Art imitates life, which imitates art, which imitates life, which – well, you get the picture. This is the rabbit hole that the prolific Sarah Ruhl descends in the latest of her plays to hit a Bay Area stage. Stage Kiss, seen in New York last year and now at San Francisco Playhouse, is a backstage comedy that has no hesitation in changing styles in the middle of scenes. It may be an out-of-the-blue fantasy rendition of "Some Enchanted Evening," a lurch into Noises Off-style farce, or a deux ex machina of easy-bake resolution.
But its main tone is vaguely realistic as well as somewhat surreal, and along with those tonal detours, it adds up to a generally amusing entertainment. The wobbles come mostly in the second act, which hits some dry patches that land somewhere between comedy and drama, and not terribly interesting as either. But even then, there are laughs and surprises that carry us through to the end.
Stage Kiss suggests a variation on Noel Coward's Private Lives, particularly the ill-advised Broadway revival starring ex-spouses Elizabeth Taylor and Richard Burton playing ex-spouses who wind up in adjoining hotel rooms with their new spouses. In Ruhl's play, former lovers identified only as He and She uneasily realize they have been cast together in a play as former lovers who are drawn together again. And in this case, life imitates art as the co-stars find their passions rekindled despite an acrimonious split years before.
The play within a play that stars He and She is a musty tearjerker that flopped on Broadway in 1932, and for reasons never quite explained is considered ripe for revival. Ruhl gets considerable comic mileage out of an awkward audition by the overeager actress for a forlorn director, early rehearsals including an unlikely understudy's misguided notions of lovemaking, and a scene from the fictional play's woebegone opening night, in which the injured leading man makes histrionic uses of his crutches.
Both leading players have, in real life, domestic partners, further complicating the onstage-offstage rekindled love affair. She is married to a starchy banker, and they have a sharp-tongued teenage daughter. The actor is in a relationship, he says, "with a schoolteacher, and she's nice so it probably won't work out." All the principals in this love quadrangle converge at the actor's apartment, a shabby space that inspires the director of the flop revival of the flop play to write his own script for He and She, now officially recoupled, to star in. But the tale of a Brooklyn prostitute and an Irish revolutionary – with a subplot about ophthalmology – proves to be the lovers' undoing.
Carrie Paff is quite delightful as She, a role of many faces, and if Gabriel Marin as He isn't as consistently vibrant as her co-star, he can hit some comic highs as well. Mark Anderson Phillips knows how to find the laughs in the low-key director who really should be in another line of work. Perhaps the biggest laughs are provoked by Allen Darby, who plays the unlikeliest of pimps in the second play within a play and the out-of-his-comfort-zone understudy in the first play within a play. A solid Michael Gene Sullivan plays the cuckolded (real) husband, and Taylor Iman Jones makes her mark as the perpetually angry teenage daughter. Millie DeBenedet gets her showcase as the actor's sweetly inane kindergarten-teacher girlfriend.
Stage Kiss is almost always operating on multiple levels that director Susi Damilano skillfully navigates. It seems to be more the case that Ruhl, the playwright, is the one not consistently handling the navigation. But for the most part, this alternating imitation of life and art is an intelligent comedy that is willing to slip on a proverbial banana peel for a laugh or two.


**BRIEF**. Would you retype the entries from the first line to the line bearing "You are a GUI", both included, leaving out every picture?

----------------------------------------

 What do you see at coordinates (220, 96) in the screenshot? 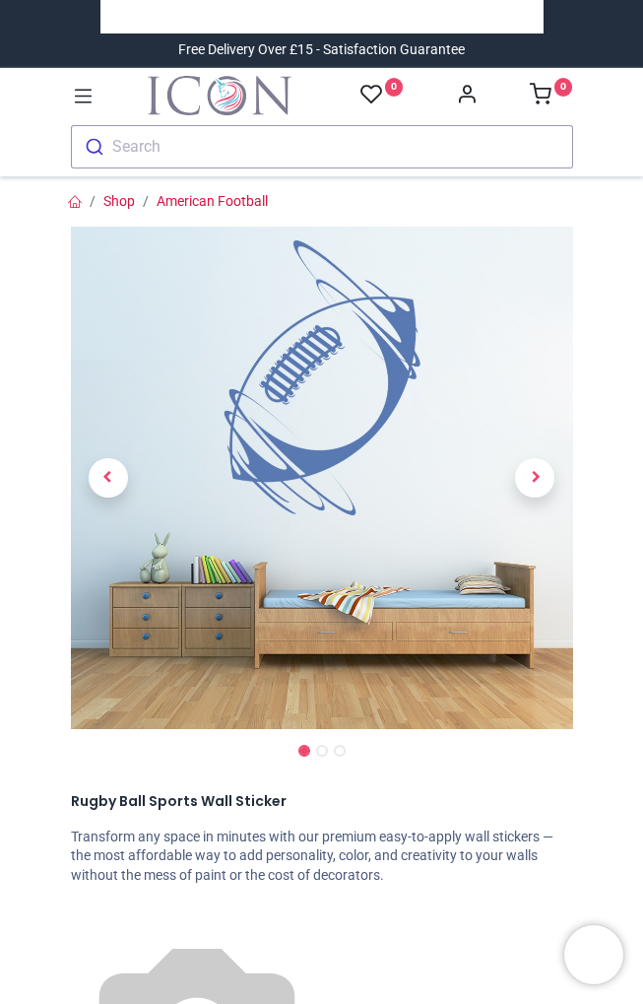
I see `a: Logo of Icon Wall Stickers` at bounding box center [220, 96].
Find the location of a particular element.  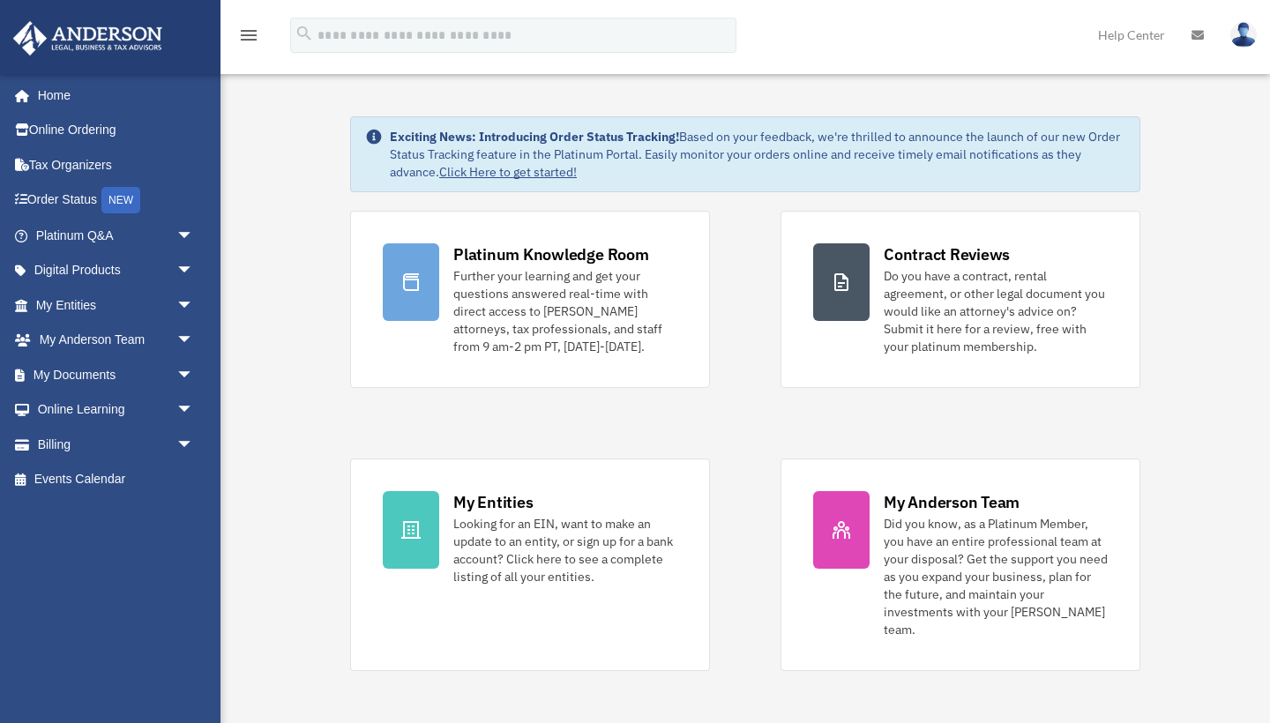

a: Online Learningarrow_drop_down is located at coordinates (116, 410).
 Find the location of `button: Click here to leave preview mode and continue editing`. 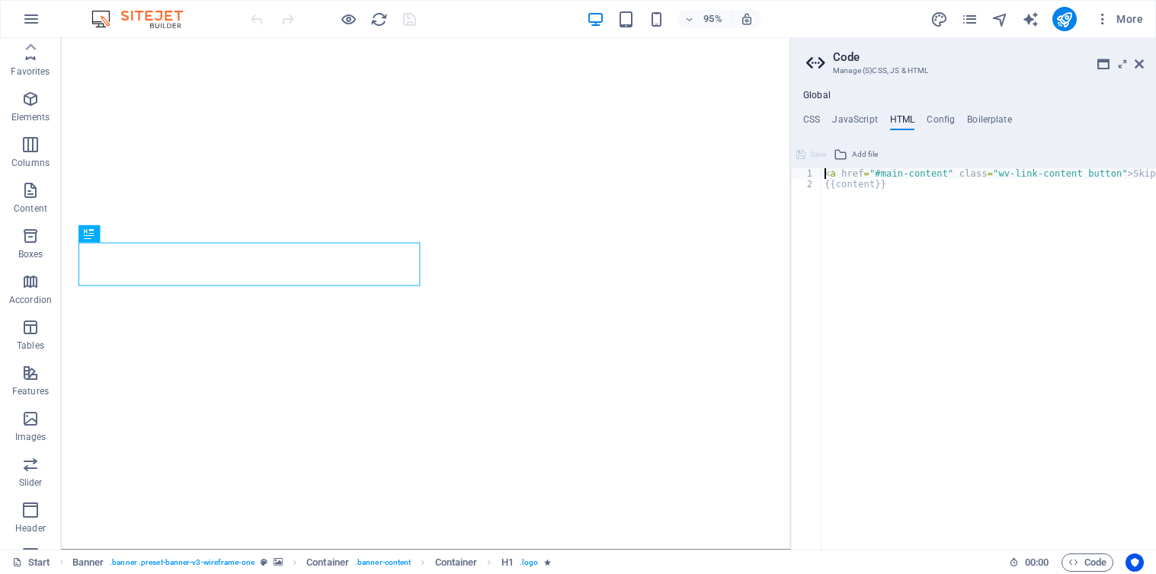

button: Click here to leave preview mode and continue editing is located at coordinates (348, 19).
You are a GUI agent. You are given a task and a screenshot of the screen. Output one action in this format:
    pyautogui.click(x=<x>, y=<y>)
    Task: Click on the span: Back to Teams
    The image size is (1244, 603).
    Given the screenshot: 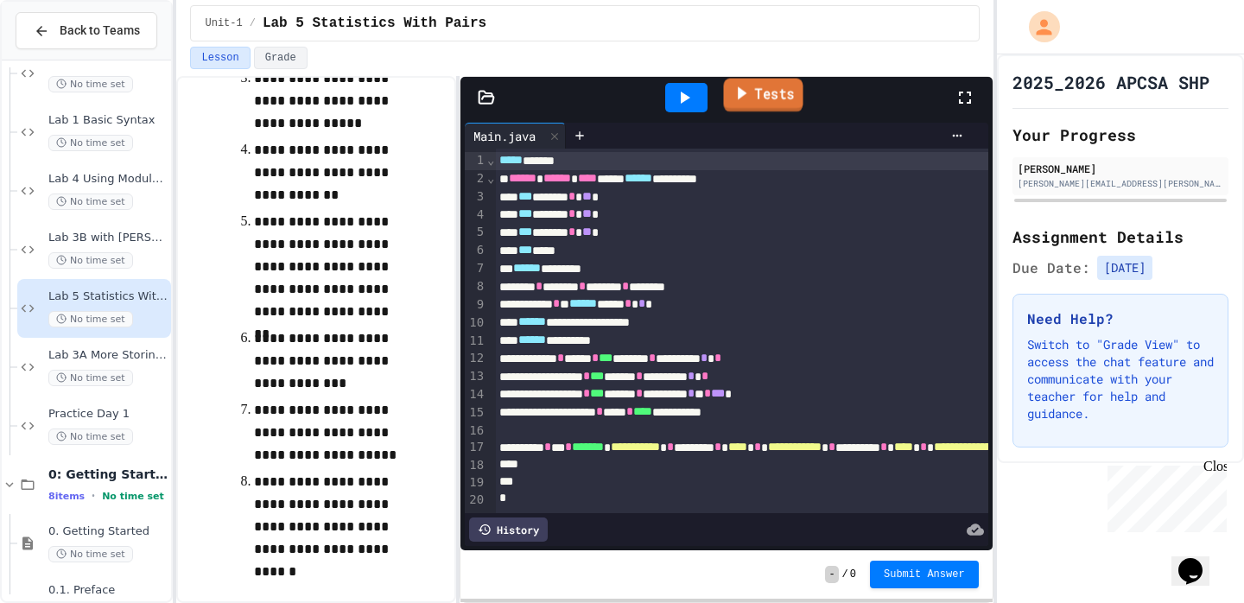 What is the action you would take?
    pyautogui.click(x=99, y=30)
    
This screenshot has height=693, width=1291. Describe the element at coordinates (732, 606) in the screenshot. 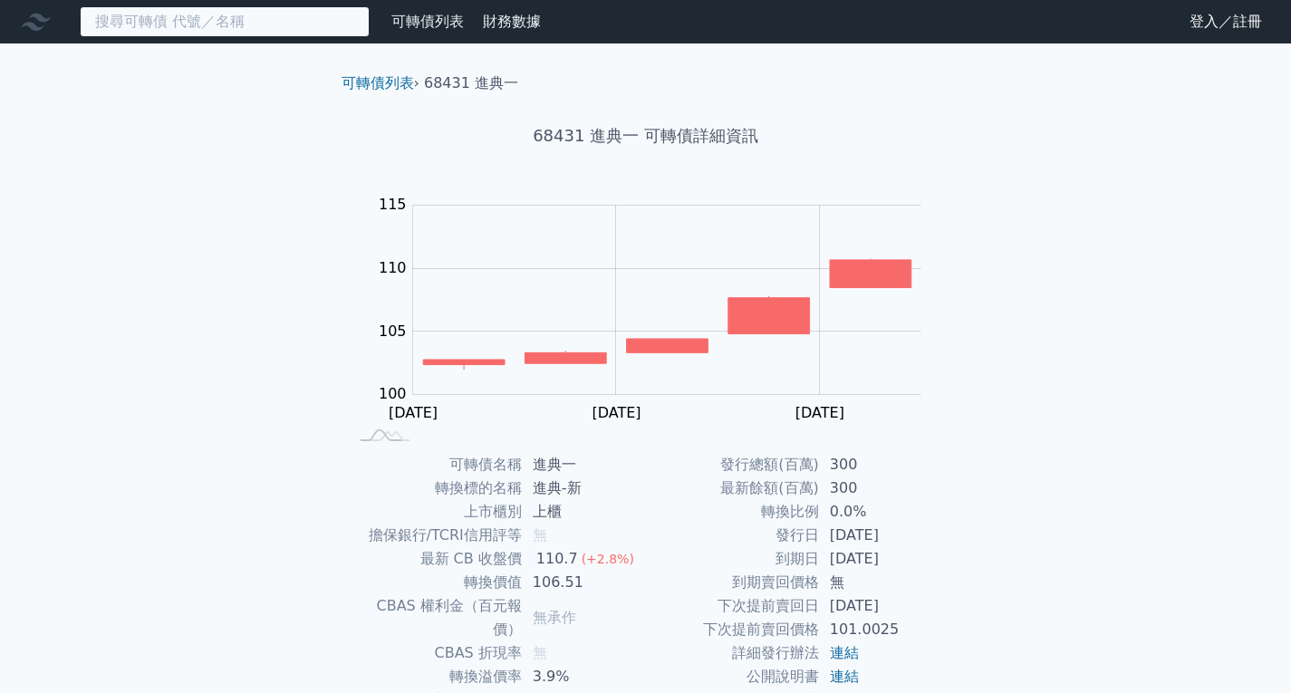

I see `td: 下次提前賣回日` at that location.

----------------------------------------

**TASK RESPONSE**.
 What do you see at coordinates (220, 96) in the screenshot? 
I see `a: Logo of Icon Wall Stickers` at bounding box center [220, 96].
Find the location of a particular element.  

a: Online Learningarrow_drop_down is located at coordinates (116, 410).
 Find the location of `button: Click here to leave preview mode and continue editing`. 

button: Click here to leave preview mode and continue editing is located at coordinates (348, 19).
You are a GUI agent. You are given a task and a screenshot of the screen. Output one action in this format:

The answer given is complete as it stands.